When PiS came to power in 2015, it established a commission within the defence ministry to re-investigate the crash. Maciereiwcz, who was then serving as defence minister, headed up the commission.

However, despite Macierewicz and Kaczyński repeatedly claiming over the following eight years that the commission had obtained, and would soon reveal, proof that the crash was deliberately caused, no conclusive evidence was ever produced by it.

In 2023, a new government – again led by Tusk – replaced PiS in power. It immediately closed down the commission, saying that it had been spreading “lies” about Smolensk.

Last year, a report by the defence ministry into the activities of the commission claimed it had wasted tens of millions of zloty in public funds. As a result, the ministry filed notifications of over 40 suspected crimes, including by Macierewicz and his successor as defence minister in the PiS government, Mariusz Błaszczak.
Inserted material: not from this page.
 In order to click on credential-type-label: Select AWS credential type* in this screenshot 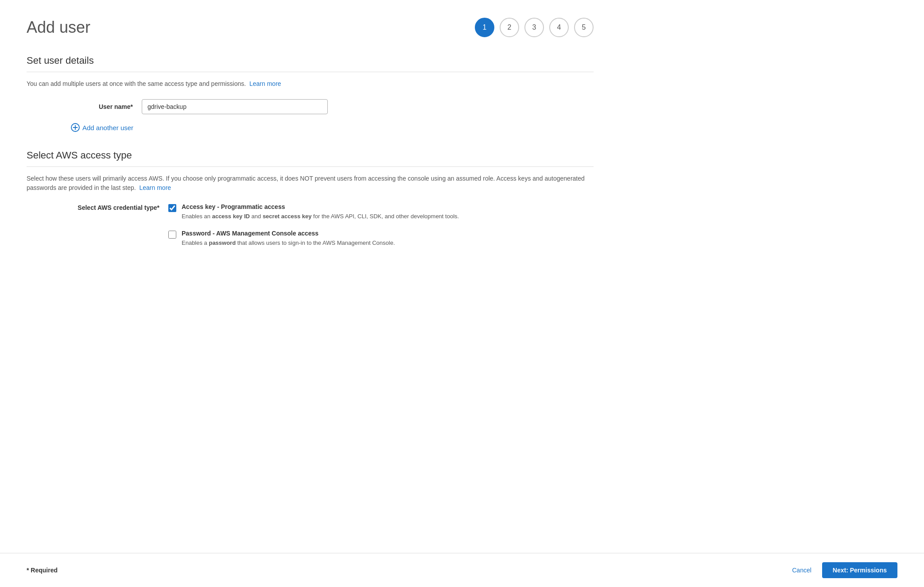, I will do `click(120, 207)`.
In July, when filing a request to parliament for Macierewicz’s immunity to be lifted, the then prosecutor general, Adam Bodnar, noted that he was still being investigated over 21 alleged crimes relating to his time heading the commission, including abuse of powers, falsification of documents, and obstructing criminal proceedings.

Since Tusk returned to power, the authorities have launched investigations into a variety of alleged crimes committed by members of the former PiS government, leading to a number of them being stripped of immunity.

PiS, however, claims that the cases are being pursued for political reasons, as an act of “revenge” against the former ruling party by the new administration.

Macierewicz himself has strenuously denied any wrongdoing. After his immunity was lifted last month, he declared that what was being done to him was “in some ways even more terrible than what happened during the communist period”, when he was regularly detained as an opponent of the regime.

But today’s news was welcomed by government spokesman Adam Szłapka, who declared that “the time has come to settle accounts for his harmful activities”.


Notes from Poland is run by a small editorial team and published by an independent, non-profit foundation that is funded through donations from our readers. We cannot do what we do without your support.